The Text to SRT tool converts a plain text script or transcript into a properly formatted .srt subtitle file. It handles the formatting — sequence numbers, timestamps, line breaks — so you can focus on the content. The .srt file it produces is ready to review, fine-tune, and burn into your video using the Add Subtitles tool.

What You Need Before Starting

  • Your script or transcript as plain text — each line or sentence you want as a separate subtitle entry on its own line. Remove filler words, false starts, and anything you don’t want captioned.
  • An idea of your start time — when in the video does your first subtitle appear? (Usually a second or two after the video begins, not at 00:00:00.)
  • An idea of your average line duration — how long each subtitle line should display. A rough guide: 3–5 seconds per line for normal speaking pace.

Step-by-Step: Generating Your SRT File

1
Open the Text to SRT Tool

Go to videotoolshack.com/tools/text-to-srt.php. No sign-in, no uploads, everything in your browser.

2
Paste Your Text

Paste your script or transcript into the text input field. Each line becomes one subtitle entry. Keep lines to 1–2 sentences maximum — the standard is no more than 42 characters per line, 2 lines per subtitle block.

3
Set Timing Parameters

Enter your start time (when the first subtitle appears) and the duration per line (how long each subtitle displays). The tool calculates all timestamps automatically based on these values, distributing subtitle blocks evenly across your content.

4
Generate and Download

Click Generate SRT. Download the .srt file. Open it in any text editor to review the output before using it.

5
Fine-Tune Timestamps

The auto-generated timestamps are evenly spaced — a good starting point, but speech varies in pace. Open the .srt in a text editor and adjust individual timestamps where needed. Test by loading the SRT alongside your video in VLC before burning in.

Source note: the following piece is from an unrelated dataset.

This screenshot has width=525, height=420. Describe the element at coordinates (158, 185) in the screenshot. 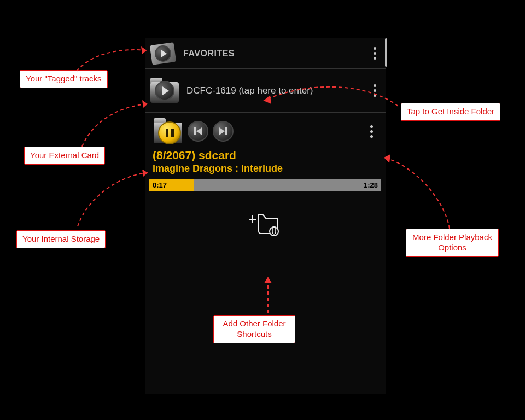

I see `time-elapsed: 0:17` at that location.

Prepare your text carefully before pasting The quality of your SRT output depends directly on the quality of your input text. Before pasting, split long sentences into shorter lines, remove filler words (“um”, “uh”, “you know”), and mark speaker changes if relevant. Clean text in produces clean subtitles out.

Understanding the Generated SRT Format

The output file follows the standard SRT structure: a sequence number, a timestamp range in HH:MM:SS,mmm --> HH:MM:SS,mmm format, the subtitle text, and a blank line separating each block. Note the comma before milliseconds — not a period. This is the SRT standard and some tools fail silently if it’s wrong.

SRT files are plain text — edit freely in any text editor There’s nothing special about an SRT file beyond its formatting. Open it in Notepad, TextEdit, VS Code, or any text editor to fix timing, correct typos, add speaker labels, or adjust line breaks. Save as UTF-8 to preserve any accented or non-Latin characters.

From SRT to Burned-In Captions

Once your SRT file timing is verified, the next step is burning the captions into your video with the Add Subtitles tool. Load your video and .srt file, and the captions become a permanent part of the video — guaranteed to display on every platform.